Hi all, I wanted to share with you a side project I've been developing lately. It's a library of functions which implement arrays in POSIX shell.
Some of you may have already seen an early version some time ago. Since then I rewrote it with a completely different (and much faster) algorithm, and added lots of new functions.
I wouldn't recommend to use this with arrays larger than a few hundreds of elements, but within these boundaries, I think the performance is not bad, and for small arrays comparable to Bash arrays performance on x86 CPU. On my 11-years-old mips24 router CPU it's more than an order of magnitude slower than on my x86 CPU but still very usable with a 100 elements array.
The functions can be used either by sourcing the script, or by cherry-picking what you need.
I'm still making minor tweaks to the code from time to time but I think it's close to feature-complete and it passes a ton of tests I wrote for it.
If you find any bugs, please let me know. And I would be interested to hear what you think of the implementation.
Update: simplified some of the logic, fixed a few edge case bugs, implemented some additional functions and significantly optimized performance for complex workloads.
FYI: The OpenWrt has a jshn library that can create arrays and maps and save or load them to JSON.
It's not a fully shell solution because there is also a binary so it will work only on OpenWrt unless included to other platforms.
I suppose it may be useful in some cases, but I doubt it's a good solution for routine shell coding where arrays may be needed. Loading an external binary from shell code is orders of magnitude slower than native code. My implementation avoids using external binaries as much as possible, so the only case where those are called is when sorting of the array is needed.
The jshn is often used is almost all OpenWrt scripts so with a high chance you may already have it included. Arrays and maps are implemented in the shell and the jshn binary is used to parse JSON and print shell statements to create and array. So technically speaking if you don't parse or save the JSON the binary wouldn't be called.
The only reason not to use it if you want to make the script portable to other platforms were the jshn is not present.
Please check it, at least you may found something useful for you.
I'm sure jshn is a useful tool, but this doesn't make it "the tool" for every task. Regardless of whether or not a binary is called once in a script, next time the script calls it, there is a price to pay in terms of performance. I can definitely see how this is justified when parsing json (although personally I just use grep and/or sed for this purpose because it's faster and typically the piece of information which my scripts care about in the json file is specific and easy to extract, plus I'd rather avoid extra dependencies), but when you need functionality that's easy to implement in native shell code, for me it's not justified. YMMV.
As an example, another side project which I've worked on recently does detection of local networks on a machine and aggregates found subnets. The initial implementation took about 5s to complete the aggregation part with just 3 subnets (on my router CPU). The current version takes 0.4 seconds and that includes detection, aggregation of 7 subnets and validation. What changed in the code? Mostly replacing calls to external binaries with native shell code implementation.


§ **EXERCISE DIRECTIONS**
Only the number is wanted: how many lines below contain "overgrazing"?
———
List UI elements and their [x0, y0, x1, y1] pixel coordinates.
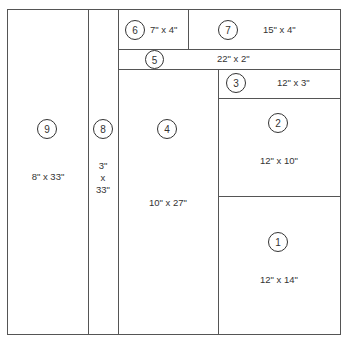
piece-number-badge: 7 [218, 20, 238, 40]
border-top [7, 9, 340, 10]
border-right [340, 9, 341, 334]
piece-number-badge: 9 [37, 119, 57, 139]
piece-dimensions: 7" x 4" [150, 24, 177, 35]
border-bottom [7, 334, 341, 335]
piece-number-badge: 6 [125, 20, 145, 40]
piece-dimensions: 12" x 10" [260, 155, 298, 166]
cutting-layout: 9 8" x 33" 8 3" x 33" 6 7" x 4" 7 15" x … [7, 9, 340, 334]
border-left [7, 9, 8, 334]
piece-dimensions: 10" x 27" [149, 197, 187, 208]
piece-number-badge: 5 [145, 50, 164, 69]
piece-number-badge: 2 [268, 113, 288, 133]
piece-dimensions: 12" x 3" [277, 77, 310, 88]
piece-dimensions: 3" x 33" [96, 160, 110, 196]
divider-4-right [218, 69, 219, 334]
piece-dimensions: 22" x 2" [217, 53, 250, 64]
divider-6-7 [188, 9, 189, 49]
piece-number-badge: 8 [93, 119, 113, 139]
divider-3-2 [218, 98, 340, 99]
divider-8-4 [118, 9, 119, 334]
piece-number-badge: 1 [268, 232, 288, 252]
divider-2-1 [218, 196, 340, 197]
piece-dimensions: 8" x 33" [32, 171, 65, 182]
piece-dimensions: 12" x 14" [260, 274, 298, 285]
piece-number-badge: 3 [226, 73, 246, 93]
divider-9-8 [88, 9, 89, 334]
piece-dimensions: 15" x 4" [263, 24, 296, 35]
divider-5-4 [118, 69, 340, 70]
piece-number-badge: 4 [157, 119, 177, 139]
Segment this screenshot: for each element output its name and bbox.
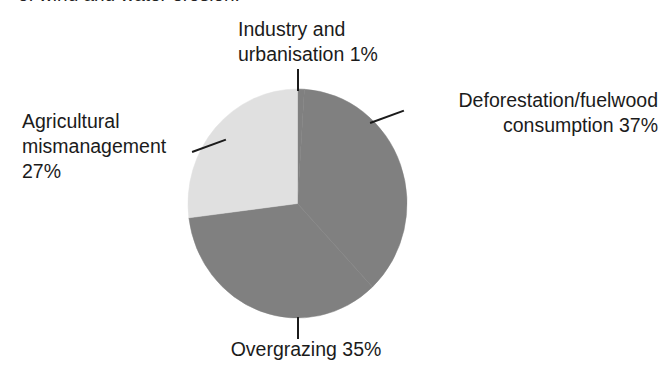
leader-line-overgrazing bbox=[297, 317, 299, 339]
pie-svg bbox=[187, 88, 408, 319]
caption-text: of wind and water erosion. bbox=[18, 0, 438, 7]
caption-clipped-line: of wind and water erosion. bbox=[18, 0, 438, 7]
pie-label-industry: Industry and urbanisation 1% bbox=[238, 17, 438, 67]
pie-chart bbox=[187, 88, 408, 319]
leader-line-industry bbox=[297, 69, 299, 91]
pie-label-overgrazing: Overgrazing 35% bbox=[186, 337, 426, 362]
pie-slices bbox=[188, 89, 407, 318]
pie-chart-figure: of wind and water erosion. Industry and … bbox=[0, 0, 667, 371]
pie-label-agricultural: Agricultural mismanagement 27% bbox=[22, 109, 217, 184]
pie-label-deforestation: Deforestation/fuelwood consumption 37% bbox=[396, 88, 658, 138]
———
§ **RESULT**
2